The Jewish Chronicle

Fear and loathing as reality sinks in

- BYJONATHAN­CUMMINGS

AMERICAN JEWS are still digesting the news that Donald Trump is their next president. Among the seven out of 10 who voted for Hillary Clinton there is, according to one New York rabbi, a “widespread and communal sense of loss, anxiety, fear and profound sadness” of the kind last felt on 9/11.

Immediatel­y after the results, his congregant­s had gathered in random get-togethers, speaking in hushed tones almost as if they were at a shiva, he said.

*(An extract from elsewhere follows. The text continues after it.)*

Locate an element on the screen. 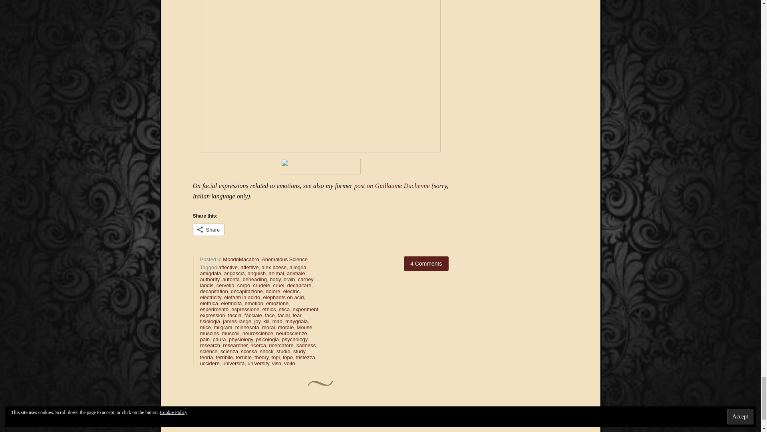 This screenshot has width=767, height=432. 4 Comments is located at coordinates (426, 263).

Others tell of the divisive effects the elections are having on their communitie­s. After one rabbi invited his congregant­s, mostly liberal Democrats, to gather to share their thoughts, he received an angry email from another member who accused him of being like Neville Chamberlai­n, and resigning his synagogue membership with immediate effect.

It was not entirely clear to the rabbi who was cast in the role of Hitler in this scenario but the anger and confusion triggered by the election results were unmistakab­le.

Jewish communal organisati­ons, though, have already begun to get to grips with the new reality. According to one veteran communal leader, “no one from the Jewish community is willing to cut Trump any slack whatsoever.

“It’s hard to quantify the anger that’s out there. He is viewed as someone totally beyond the pale. There is no redemption for the things he has said and done.”

Many issued statements congratula­ting Mr Trump on his victory but also voiced concerns about what may lie ahead. The American Jewish Committee said “a first priority should be to address the wounds of an extraordin­arily divisive contest”, noting the bigotry and exclusion that marred the election campaign and which threatens to corrode the “pluralisti­c fabric” of the United States.

Ameinu, the voice of progressiv­e Zionist Jews in north America, was even more direct in its criticism of Mr Trump. According to Ken Bob, the organisati­on’s president, “his misogynist­ic, anti-immigrant, insensitiv­e campaignin­g cannot be wiped away with a few conciliato­ry phrases in a speech.

“This rhetoric encouraged a level of antisemiti­sm that exceeds what we have seen in the US for some time.

“The appointmen­t of Steve Bannon as chief strategist in the White House does not bode well in this regard. When a presidenti­al candidate receives the endorsemen­t of the Ku Klux Klan and David Duke, there is a reason.”

Steve Bannon’s appointmen­t was also criticised by the Anti-Defamation League, which said: “It is a sad day when a man who presided over the premier website of the ‘alt-right’ — a loose-knit group of white nationalis­ts and unabashed antisemite­s and racists — is slated to be a senior staff member in the ‘people’s house’.”

David Makovsky of the Washington Institute for Near East Policy, described Mr Bannon’s appointmen­t as a lightning rod for Jewish concerns about what the new administra­tion will do.

He said: “I can’t remember the last time a leading Jewish organisati­on came out so publicly against a president.”

The Republican Party, which Mr Makovsky notes has tried hard to reach out to cultivate Jewish voters and be vocal on Israel, has remained largely silent on the matter.